Re: The risks of retro computing Message #13 Posted by Howard Owen on 2 Aug 2006, 6:13 p.m., in response to message #1 by Bruce Horrocks
This guy has to be a software engineer. No offense to anyone on this list that would place themselves in that pigeon hole, and recognizing that generalizations about the discipline are likely to fail with respect to any given individual, particularly one that hangs out here, and apologizing inline for long, run-on sentences, (and for parenthetical, but non-grammatical emoticons, which AOL did not invent 8), taking all that into account, someone who lives for software is far more likely to miss the value of a hardware restoration or reconstruction. (Whoa, what was that? A period.)
Think about, for example, the Analytical Engine. (I thought someone had attempted a partial construction based on Babbage's design, but I can't find a reference in Wikipedia.) Would a physically embodied Analytical Engine have a different worth than its designs, or the plans for a Turing-Complete programming language demonstrated by Lady Ada, or simulations of the device on modern computers? Of course it would have different worth. Apart from the working out of practical difficulties that Babbage faced in the construction, the artifact itself would be an invaluable addition to any museum. (I would love to hear the thing in action. Yes, I've read The Difference Engine.)
But I imagine that a lot of greenhouse gases would be emitted by the machining of parts, and the transporting, assembly and presentation of the results, not to mention the grave danger of crushed limbs the sure-to-be-impressive weight of the thing would pose.
OK, so there never was a complete Analytical Engine, so the construction would be new, and therefore perhaps more valuable in the estimation of the Risks author. What about the Difference Engine, then? I saw a reconstruction of that in IBM's Pallisade's NJ facility. Does that artifact add anything to the world over and above the ideas it embodies? I think the answers are the same as for the Analytical Engine.
The point is, old machines disappear into the relentless maw of ever-accelerating progress. Conserving working computers obviously has merit. Even if the fantastically compressed history of the Computer Age gets overshadowed by subsequent advances in other areas (like Biology) or by subsequent failures of Civilization (such as "take-your-pick-of-doomsday-scenarios") the conservation of these artifacts will have worth to someone, if only to the optimistic conservators themselves.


Exercise —
Omit all pictures. Quote only the lines from the one with "Identify the location" through the end of the material below.

─── Recorded information

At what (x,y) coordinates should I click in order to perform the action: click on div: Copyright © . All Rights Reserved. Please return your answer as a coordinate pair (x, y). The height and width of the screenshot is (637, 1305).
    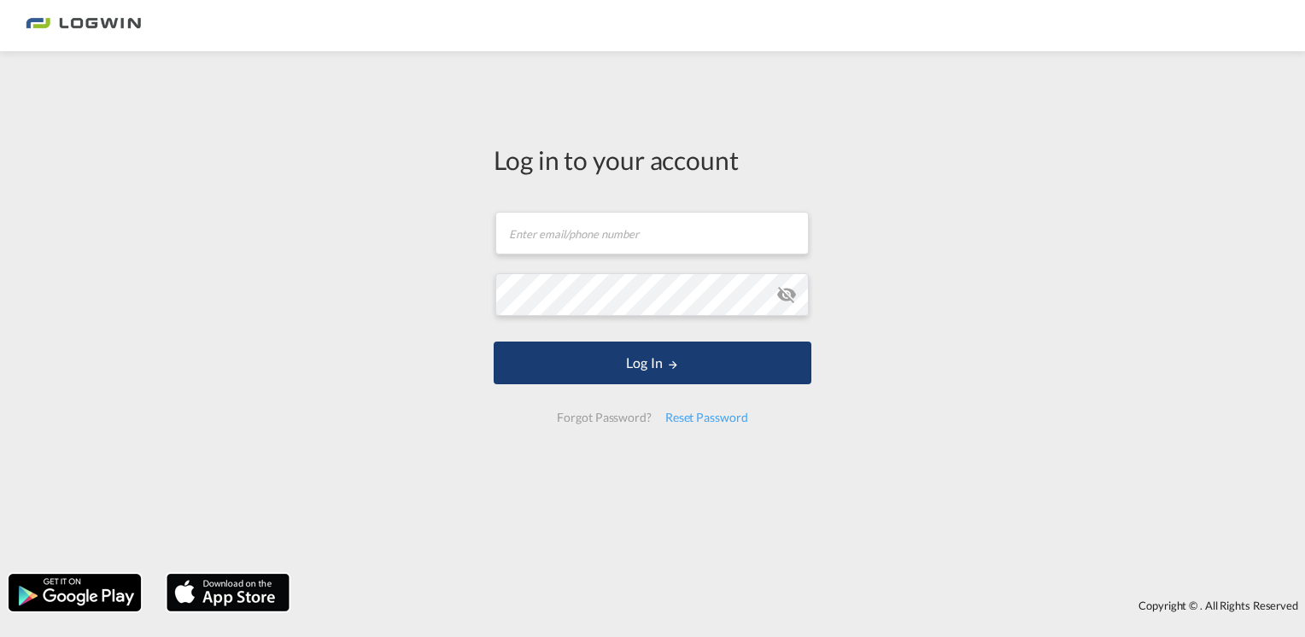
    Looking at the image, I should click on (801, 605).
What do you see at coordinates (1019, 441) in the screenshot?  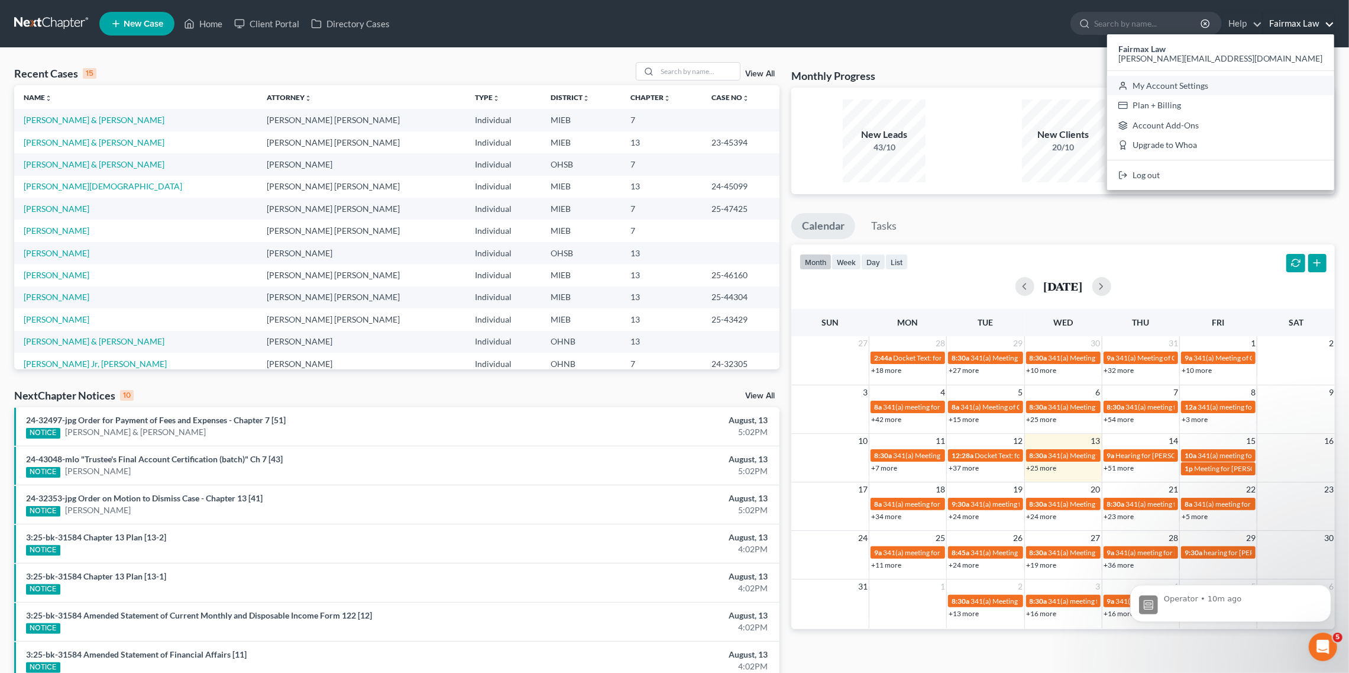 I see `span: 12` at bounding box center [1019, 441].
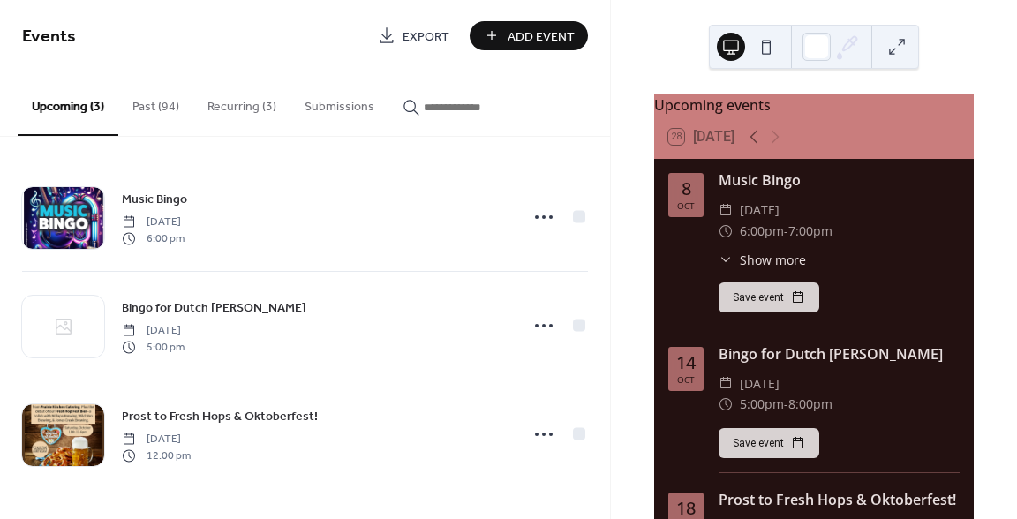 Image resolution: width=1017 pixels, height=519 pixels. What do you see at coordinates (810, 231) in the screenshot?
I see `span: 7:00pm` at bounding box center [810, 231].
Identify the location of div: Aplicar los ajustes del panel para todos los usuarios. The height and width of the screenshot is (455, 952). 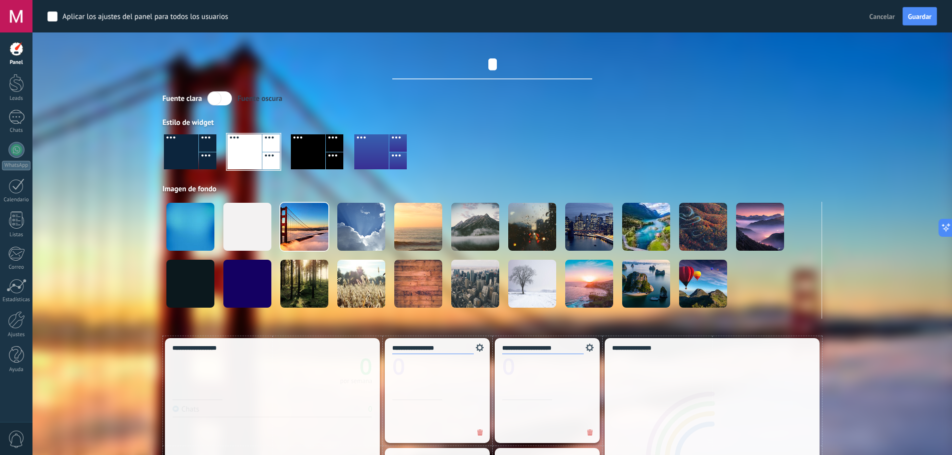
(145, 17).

──────

Worked solution —
Identify the location of div: Aplicar los ajustes del panel para todos los usuarios. The height and width of the screenshot is (455, 952). 
(145, 17).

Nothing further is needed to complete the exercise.